Showing posts with label history of tax. Show all posts
Showing posts with label history of tax. Show all posts

Monday, June 03, 2019

History of taxation

An essay on austerity politics from the blog of Alex Himelfarb, sociologist, former top federal civil servant:
In one way or another, Canadians have been living with austerity for several decades. Admittedly, we have experienced nothing like what the Greeks or Spanish have gone through. Ours has been an austerity in slow motion, but austerity nonetheless and austerity largely self-imposed.
In Canada, for example, taxes as a percentage of the economy are lower than they have been since the days before medicare and universal pensions. Total government spending as a portion of the economy is below the OECD average. And when it comes to social spending, we are near the bottom. Here in Ontario, following a round of unaffordable tax cuts, cuts to vital services accelerate, even though Ontario’s per capita spending is the lowest of all the provinces.
And while Canadians not so long ago voted for governments that vowed to end the austerity, the previous decades of tax cuts constrained their options and none were willing to reverse those cuts in significant ways. Any tax increase for some was typically joined by an even more costly tax cut for others. And, now, for many, austerity at full throttle seems to be making a comeback.
Is there a counter-argument to this? I mean, there are conservatives who promise "We'll cut taxes." But there a case being made that, contra Himelfarb, today's taxes are higher than they used to be? Or that in a complicated society like today's, we have less need for public services like health and education?

Saturday, September 30, 2017

More history of taxes (which is better than more taxes, I guess)


See why historians should welcome anniversaries and centenaries?  Canada150 sparked more lively and useful debate about Reconciliation than almost anything else has managed to do.  The War of 1812 started some lively discussion about militarism and "old" history. The Vimy 100 seemed to conclude with a decisive victory in the meaning of Vimy wars for the Ian McKay forces

And to add to the Heaman, Tillotson, and Tough histories of income tax at its one hundredth, recently noted by Active History's Tax Week (okay, it's not quite as big as Shark Week...), comes news that the Canadian Tax Foundation has its own tax history book, Income Tax at 100 Years, a collection of conference pieces edited by Jinyan Li, Scott Wilkie, and Larry F. Chapman and available from the foundation's website  ($90, however, maybe for specialists or libraries!)

Friday, September 22, 2017

Who's afraid of taxation history?


David Tough wraps up Active History's "Income Tax History" week with an essay about "boring history." He explores the virtues of working through boredom, boredom as tool of the market economy, and David Foster Wallace on boredom. He's too polite to say so, but one suspects the "someones" who mock his field as boring --
People who suggest that my work must be boring intend to insult my taste, but they really insult my craft.
 -- may include a lot of his fellow scholars. After all, he declares himself a "political historian" (All the income tax essays this week have been highly political). And political history has been unfashionable in the academy for quite a while. As I think I was trying to grasp a week or so ago, "Boring!" is a way to celebrating one's one ignorance.
The boredom that people evince when they sense they’re in danger of encountering tax history is the boredom of disgust, not surfeit.... [T]hey want you to never start talking about it.

Monday, September 18, 2017

History of income tax again


Who says anniversaries don't matter?  The centenary of the introduction of federal income tax in Canada seems to be disproving that. Today Active History launches a five-part series on income tax history with a lively piece by David Tough arguing, more or less, that everything you know about income tax is wrong.
It wasn’t a temporary tax, and no, it wasn’t introduced to pay for the First World War...
More to the point, income taxation wasn’t brought in by an overzealous government using the war as a pretext for a money grab.
Tough's book on the subject is promised for 2018. This year we already have E.A Heaman's Tax, Order and Good Government, on pre-income tax public revenues in Canada, and Shirley Tillotson's Give and Takeon income tax 1917-1967. All three scholars insist on a fundamentally political analysis of income (and other) taxes.  Tough emphasizes the farmer and labour insistance on "conscripting wealth" through income tax, and Tillotson considers the two-way relationship that developed between taxation and representation.

Both the history of taxation and the political history of the country look to being usefully reshaped by this scholarly flurry of responses to the anniversary.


* WORK ORDER:
Below are some records. How many of their lines contain the string "square"? Answer with the number alone.

* RECORDS PROVIDED:
_ _ _ _
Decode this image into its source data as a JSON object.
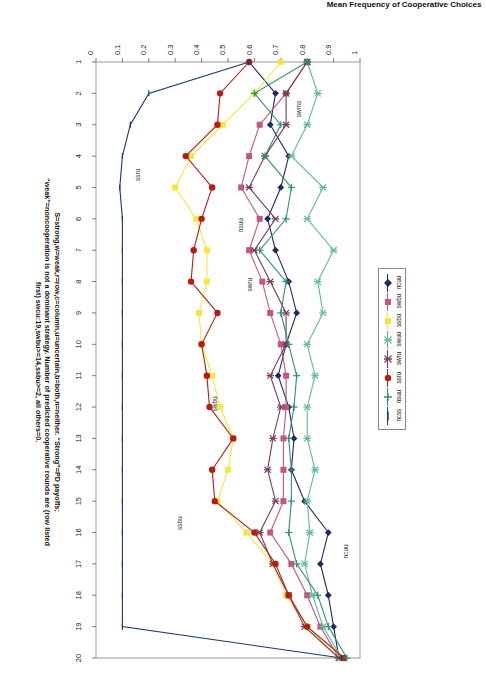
{
  "chart_data": {
    "type": "line",
    "title": "",
    "xlabel": "",
    "ylabel": "Mean Frequency of Cooperative Choices",
    "xlim": [
      1,
      20
    ],
    "ylim": [
      0,
      1
    ],
    "xticks": [
      1,
      2,
      3,
      4,
      5,
      6,
      7,
      8,
      9,
      10,
      11,
      12,
      13,
      14,
      15,
      16,
      17,
      18,
      19,
      20
    ],
    "yticks": [
      0,
      0.1,
      0.2,
      0.3,
      0.4,
      0.5,
      0.6,
      0.7,
      0.8,
      0.9,
      1
    ],
    "ytick_labels": [
      "0",
      "0.1",
      "0.2",
      "0.3",
      "0.4",
      "0.5",
      "0.6",
      "0.7",
      "0.8",
      "0.9",
      "1"
    ],
    "grid": false,
    "legend_position": "top-outside",
    "x": [
      1,
      2,
      3,
      4,
      5,
      6,
      7,
      8,
      9,
      10,
      11,
      12,
      13,
      14,
      15,
      16,
      17,
      18,
      19,
      20
    ],
    "series": [
      {
        "name": "ncuu",
        "color": "#1f2a63",
        "marker": "diamond",
        "values": [
          0.58,
          0.68,
          0.66,
          0.73,
          0.7,
          0.65,
          0.68,
          0.73,
          0.76,
          0.72,
          0.69,
          0.73,
          0.75,
          0.74,
          0.79,
          0.88,
          0.85,
          0.88,
          0.9,
          0.92
        ]
      },
      {
        "name": "swbu",
        "color": "#c4577c",
        "marker": "square",
        "values": [
          0.8,
          0.72,
          0.62,
          0.58,
          0.55,
          0.62,
          0.58,
          0.63,
          0.66,
          0.7,
          0.72,
          0.72,
          0.71,
          0.71,
          0.71,
          0.66,
          0.74,
          0.8,
          0.85,
          0.92
        ]
      },
      {
        "name": "ssbu",
        "color": "#f4e743",
        "marker": "square",
        "values": [
          0.7,
          0.6,
          0.48,
          0.36,
          0.3,
          0.38,
          0.42,
          0.42,
          0.39,
          0.4,
          0.44,
          0.47,
          0.52,
          0.5,
          0.46,
          0.57,
          0.67,
          0.72,
          0.8,
          0.92
        ]
      },
      {
        "name": "swuu",
        "color": "#5fb99a",
        "marker": "star",
        "values": [
          0.8,
          0.84,
          0.8,
          0.74,
          0.86,
          0.8,
          0.9,
          0.84,
          0.86,
          0.8,
          0.83,
          0.8,
          0.8,
          0.83,
          0.8,
          0.81,
          0.79,
          0.82,
          0.86,
          0.93
        ]
      },
      {
        "name": "swru",
        "color": "#7a3b5e",
        "marker": "star",
        "values": [
          0.8,
          0.72,
          0.72,
          0.64,
          0.58,
          0.68,
          0.6,
          0.66,
          0.72,
          0.72,
          0.66,
          0.7,
          0.67,
          0.65,
          0.68,
          0.62,
          0.67,
          0.73,
          0.79,
          0.92
        ]
      },
      {
        "name": "ssru",
        "color": "#b51d12",
        "marker": "circle",
        "values": [
          0.58,
          0.47,
          0.46,
          0.34,
          0.44,
          0.4,
          0.37,
          0.36,
          0.46,
          0.4,
          0.42,
          0.43,
          0.52,
          0.44,
          0.45,
          0.6,
          0.68,
          0.73,
          0.8,
          0.94
        ]
      },
      {
        "name": "nsuu",
        "color": "#2f8f72",
        "marker": "plus",
        "values": [
          0.8,
          0.6,
          0.7,
          0.64,
          0.74,
          0.72,
          0.62,
          0.72,
          0.7,
          0.73,
          0.76,
          0.75,
          0.73,
          0.74,
          0.74,
          0.73,
          0.76,
          0.84,
          0.88,
          0.95
        ]
      },
      {
        "name": "ncss",
        "color": "#1b3a6b",
        "marker": "line",
        "values": [
          0.58,
          0.2,
          0.13,
          0.1,
          0.09,
          0.1,
          0.1,
          0.1,
          0.1,
          0.1,
          0.1,
          0.1,
          0.1,
          0.1,
          0.1,
          0.1,
          0.1,
          0.1,
          0.1,
          0.93
        ]
      }
    ],
    "annotations": [
      {
        "text": "ncuu",
        "x": 16.6,
        "y": 0.955
      },
      {
        "text": "swru",
        "x": 8.1,
        "y": 0.59
      },
      {
        "text": "nsuu",
        "x": 6.2,
        "y": 0.555
      },
      {
        "text": "swms",
        "x": 2.5,
        "y": 0.775
      },
      {
        "text": "ssru",
        "x": 4.6,
        "y": 0.165
      },
      {
        "text": "swbu",
        "x": 11.9,
        "y": 0.46
      },
      {
        "text": "ssbu",
        "x": 15.7,
        "y": 0.325
      }
    ]
  },
  "legend": {
    "items": [
      {
        "label": "ncuu"
      },
      {
        "label": "swbu"
      },
      {
        "label": "ssbu"
      },
      {
        "label": "swuu"
      },
      {
        "label": "swru"
      },
      {
        "label": "ssru"
      },
      {
        "label": "nsuu"
      },
      {
        "label": "ncss"
      }
    ]
  },
  "caption": {
    "line1": "S=strong,w=weak,r=row,c=column,u=uncertain,b=both,n=neither. “Strong”=PD payoffs;",
    "line2": "“weak”=noncooperation is not a dominant strategy. Number of predicted cooperative rounds are (row listed",
    "line3": "first) swcu:19,swbu>=14,ssbu>=2, all others=0."
  },
  "axes": {
    "y_title": "Mean Frequency of Cooperative Choices"
  }
}
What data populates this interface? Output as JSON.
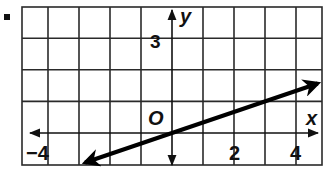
{
  "chart_data": {
    "type": "line",
    "title": "",
    "xlabel": "x",
    "ylabel": "y",
    "origin_label": "O",
    "xlim": [
      -4.8,
      4.8
    ],
    "ylim": [
      -1,
      4
    ],
    "grid": true,
    "grid_step": 1,
    "x_tick_labels": [
      {
        "value": -4,
        "label": "−4"
      },
      {
        "value": 2,
        "label": "2"
      },
      {
        "value": 4,
        "label": "4"
      }
    ],
    "y_tick_labels": [
      {
        "value": 3,
        "label": "3"
      }
    ],
    "series": [
      {
        "name": "line",
        "equation": "y = x/3",
        "slope": 0.3333,
        "intercept": 0,
        "x": [
          -2.8,
          0,
          3,
          4.7
        ],
        "y": [
          -0.93,
          0,
          1,
          1.57
        ],
        "arrows": "both",
        "color": "#000000"
      }
    ],
    "legend": null
  },
  "bullet": "■"
}
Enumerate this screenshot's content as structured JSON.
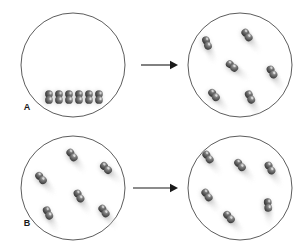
{
  "figure": {
    "title": "",
    "width": 305,
    "height": 246,
    "background_color": "#ffffff",
    "outline_color": "#4a4a4a",
    "molecule_color": "#6b6b6b",
    "molecule_dark_color": "#3f3f3f",
    "blur_color": "#c9c9c9",
    "arrow_color": "#1a1a1a"
  },
  "panels": [
    {
      "id": "A",
      "label": "A",
      "label_x": 27,
      "label_y": 110,
      "before": {
        "name": "flask-a-before",
        "cx": 73,
        "cy": 65,
        "r": 52,
        "state": "liquid",
        "molecule_count": 6,
        "molecules": [
          {
            "x": 49,
            "y": 97,
            "angle": 90,
            "blur": 0
          },
          {
            "x": 59,
            "y": 97,
            "angle": 90,
            "blur": 0
          },
          {
            "x": 69,
            "y": 97,
            "angle": 90,
            "blur": 0
          },
          {
            "x": 79,
            "y": 97,
            "angle": 90,
            "blur": 0
          },
          {
            "x": 89,
            "y": 97,
            "angle": 90,
            "blur": 0
          },
          {
            "x": 99,
            "y": 97,
            "angle": 90,
            "blur": 0
          }
        ]
      },
      "arrow": {
        "name": "arrow-a",
        "x1": 141,
        "x2": 178,
        "y": 65
      },
      "after": {
        "name": "flask-a-after",
        "cx": 240,
        "cy": 65,
        "r": 52,
        "state": "gas",
        "molecule_count": 6,
        "molecules": [
          {
            "x": 207,
            "y": 43,
            "angle": 70,
            "blur": 1
          },
          {
            "x": 247,
            "y": 35,
            "angle": 55,
            "blur": 1
          },
          {
            "x": 232,
            "y": 66,
            "angle": 40,
            "blur": 1
          },
          {
            "x": 272,
            "y": 72,
            "angle": 60,
            "blur": 1
          },
          {
            "x": 214,
            "y": 95,
            "angle": 50,
            "blur": 1
          },
          {
            "x": 250,
            "y": 97,
            "angle": 65,
            "blur": 1
          }
        ]
      }
    },
    {
      "id": "B",
      "label": "B",
      "label_x": 27,
      "label_y": 226,
      "before": {
        "name": "flask-b-before",
        "cx": 73,
        "cy": 188,
        "r": 52,
        "state": "gas",
        "molecule_count": 6,
        "molecules": [
          {
            "x": 72,
            "y": 155,
            "angle": 55,
            "blur": 1
          },
          {
            "x": 41,
            "y": 178,
            "angle": 50,
            "blur": 1
          },
          {
            "x": 106,
            "y": 168,
            "angle": 45,
            "blur": 1
          },
          {
            "x": 79,
            "y": 196,
            "angle": 60,
            "blur": 1
          },
          {
            "x": 48,
            "y": 213,
            "angle": 65,
            "blur": 1
          },
          {
            "x": 104,
            "y": 211,
            "angle": 55,
            "blur": 1
          }
        ]
      },
      "arrow": {
        "name": "arrow-b",
        "x1": 133,
        "x2": 178,
        "y": 188
      },
      "after": {
        "name": "flask-b-after",
        "cx": 240,
        "cy": 188,
        "r": 52,
        "state": "gas",
        "molecule_count": 6,
        "molecules": [
          {
            "x": 208,
            "y": 157,
            "angle": 55,
            "blur": 1
          },
          {
            "x": 240,
            "y": 165,
            "angle": 50,
            "blur": 1
          },
          {
            "x": 270,
            "y": 168,
            "angle": 60,
            "blur": 1
          },
          {
            "x": 207,
            "y": 195,
            "angle": 55,
            "blur": 1
          },
          {
            "x": 268,
            "y": 205,
            "angle": 85,
            "blur": 1
          },
          {
            "x": 229,
            "y": 217,
            "angle": 50,
            "blur": 1
          }
        ]
      }
    }
  ]
}
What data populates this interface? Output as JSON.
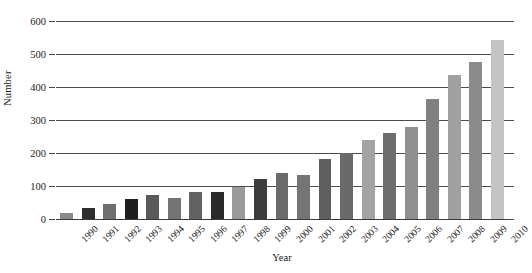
{
  "chart_data": {
    "type": "bar",
    "title": "",
    "xlabel": "Year",
    "ylabel": "Number",
    "categories": [
      "1990",
      "1991",
      "1992",
      "1993",
      "1994",
      "1995",
      "1996",
      "1997",
      "1998",
      "1999",
      "2000",
      "2001",
      "2002",
      "2003",
      "2004",
      "2005",
      "2006",
      "2007",
      "2008",
      "2009",
      "2010"
    ],
    "values": [
      18,
      33,
      45,
      62,
      72,
      63,
      82,
      83,
      96,
      120,
      140,
      132,
      182,
      200,
      240,
      260,
      280,
      364,
      437,
      476,
      542
    ],
    "series": [
      {
        "name": "Number",
        "values": [
          18,
          33,
          45,
          62,
          72,
          63,
          82,
          83,
          96,
          120,
          140,
          132,
          182,
          200,
          240,
          260,
          280,
          364,
          437,
          476,
          542
        ]
      }
    ],
    "ylim": [
      0,
      600
    ],
    "yticks": [
      0,
      100,
      200,
      300,
      400,
      500,
      600
    ],
    "ytick_labels": [
      "0",
      "100",
      "200",
      "300",
      "400",
      "500",
      "600"
    ],
    "grid": true,
    "grid_axis": "y",
    "legend": "none",
    "bar_colors": [
      "#8a8a8a",
      "#2e2e2e",
      "#6f6f6f",
      "#1f1f1f",
      "#5a5a5a",
      "#747474",
      "#636363",
      "#2b2b2b",
      "#9a9a9a",
      "#3c3c3c",
      "#6b6b6b",
      "#757575",
      "#5e5e5e",
      "#6a6a6a",
      "#a3a3a3",
      "#6d6d6d",
      "#8f8f8f",
      "#808080",
      "#a0a0a0",
      "#8b8b8b",
      "#c4c4c4"
    ]
  },
  "axes": {
    "y_title": "Number",
    "x_title": "Year"
  }
}
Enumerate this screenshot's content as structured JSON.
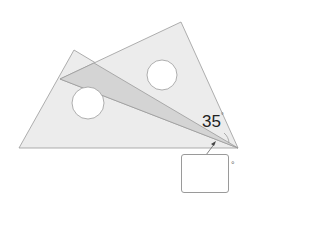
{
  "diagram": {
    "colors": {
      "triangle_fill": "#ececec",
      "overlap_fill": "#d4d4d4",
      "stroke": "#9a9a9a",
      "hole_fill": "#ffffff"
    },
    "triangles": [
      {
        "name": "set-square-b",
        "points": [
          [
            74,
            50
          ],
          [
            19,
            148
          ],
          [
            238,
            148
          ]
        ]
      },
      {
        "name": "set-square-a",
        "points": [
          [
            181,
            22
          ],
          [
            60,
            79
          ],
          [
            238,
            148
          ]
        ]
      }
    ],
    "overlap": {
      "points": [
        [
          60,
          79
        ],
        [
          94,
          63
        ],
        [
          238,
          148
        ]
      ]
    },
    "holes": [
      {
        "name": "hole-left",
        "cx": 88,
        "cy": 103,
        "r": 16
      },
      {
        "name": "hole-right",
        "cx": 162,
        "cy": 75,
        "r": 15
      }
    ],
    "angle_label": {
      "value": "35",
      "unit": "°"
    },
    "answer_box": {
      "value": "",
      "unit": "°"
    }
  }
}
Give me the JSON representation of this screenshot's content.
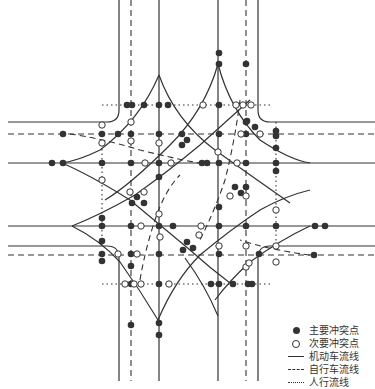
{
  "diagram": {
    "type": "intersection-conflict-points",
    "colors": {
      "line": "#333333",
      "major_point": "#333333",
      "minor_point_fill": "#ffffff"
    }
  },
  "legend": {
    "items": [
      {
        "symbol": "filled-circle",
        "label": "主要冲突点"
      },
      {
        "symbol": "hollow-circle",
        "label": "次要冲突点"
      },
      {
        "symbol": "solid-line",
        "label": "机动车流线"
      },
      {
        "symbol": "dashed-line",
        "label": "自行车流线"
      },
      {
        "symbol": "dotted-line",
        "label": "人行流线"
      }
    ]
  }
}
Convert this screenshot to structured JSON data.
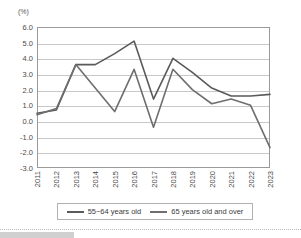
{
  "chart": {
    "unit_label": "(%)",
    "y_ticks": [
      "6.0",
      "5.0",
      "4.0",
      "3.0",
      "2.0",
      "1.0",
      "0.0",
      "-1.0",
      "-2.0",
      "-3.0"
    ],
    "legend": {
      "items": [
        {
          "label": "55~64 years old",
          "color": "#5a5a5a"
        },
        {
          "label": "65 years old and over",
          "color": "#6e6e6e"
        }
      ]
    }
  },
  "chart_data": {
    "type": "line",
    "title": "",
    "subtitle": "",
    "xlabel": "",
    "ylabel": "(%)",
    "ylim": [
      -3.0,
      6.0
    ],
    "ytick_step": 1.0,
    "grid": true,
    "legend_position": "bottom",
    "categories": [
      "2011",
      "2012",
      "2013",
      "2014",
      "2015",
      "2016",
      "2017",
      "2018",
      "2019",
      "2020",
      "2021",
      "2022",
      "2023"
    ],
    "series": [
      {
        "name": "55~64 years old",
        "color": "#5a5a5a",
        "values": [
          0.5,
          0.7,
          3.6,
          3.6,
          4.3,
          5.1,
          1.4,
          4.0,
          3.1,
          2.1,
          1.6,
          1.6,
          1.7
        ]
      },
      {
        "name": "65 years old and over",
        "color": "#6e6e6e",
        "values": [
          0.4,
          0.8,
          3.6,
          2.1,
          0.6,
          3.3,
          -0.4,
          3.3,
          2.0,
          1.1,
          1.4,
          1.0,
          -1.7
        ]
      }
    ]
  }
}
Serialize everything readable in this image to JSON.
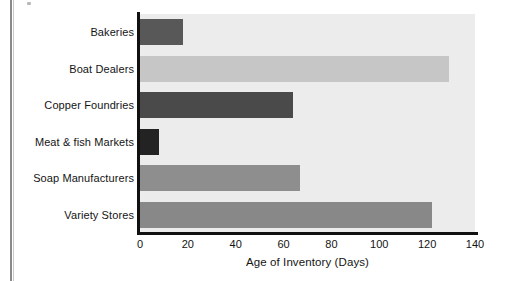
{
  "chart_data": {
    "type": "bar",
    "orientation": "horizontal",
    "title": "",
    "xlabel": "Age of Inventory (Days)",
    "ylabel": "",
    "categories": [
      "Bakeries",
      "Boat Dealers",
      "Copper Foundries",
      "Meat & fish Markets",
      "Soap Manufacturers",
      "Variety Stores"
    ],
    "values": [
      18,
      129,
      64,
      8,
      67,
      122
    ],
    "xlim": [
      0,
      140
    ],
    "xticks": [
      0,
      20,
      40,
      60,
      80,
      100,
      120,
      140
    ],
    "xtick_labels": [
      "0",
      "20",
      "40",
      "60",
      "80",
      "100",
      "120",
      "140"
    ],
    "grid": false,
    "legend": false,
    "bar_colors": [
      "#585858",
      "#c6c6c6",
      "#4a4a4a",
      "#232323",
      "#8e8e8e",
      "#888888"
    ],
    "plot_background": "#ececec",
    "axis_color": "#111111"
  },
  "figure": {
    "page_gutter_color": "#8a8a8a",
    "background": "#ffffff"
  }
}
_ _ _ _
* REPLY:
4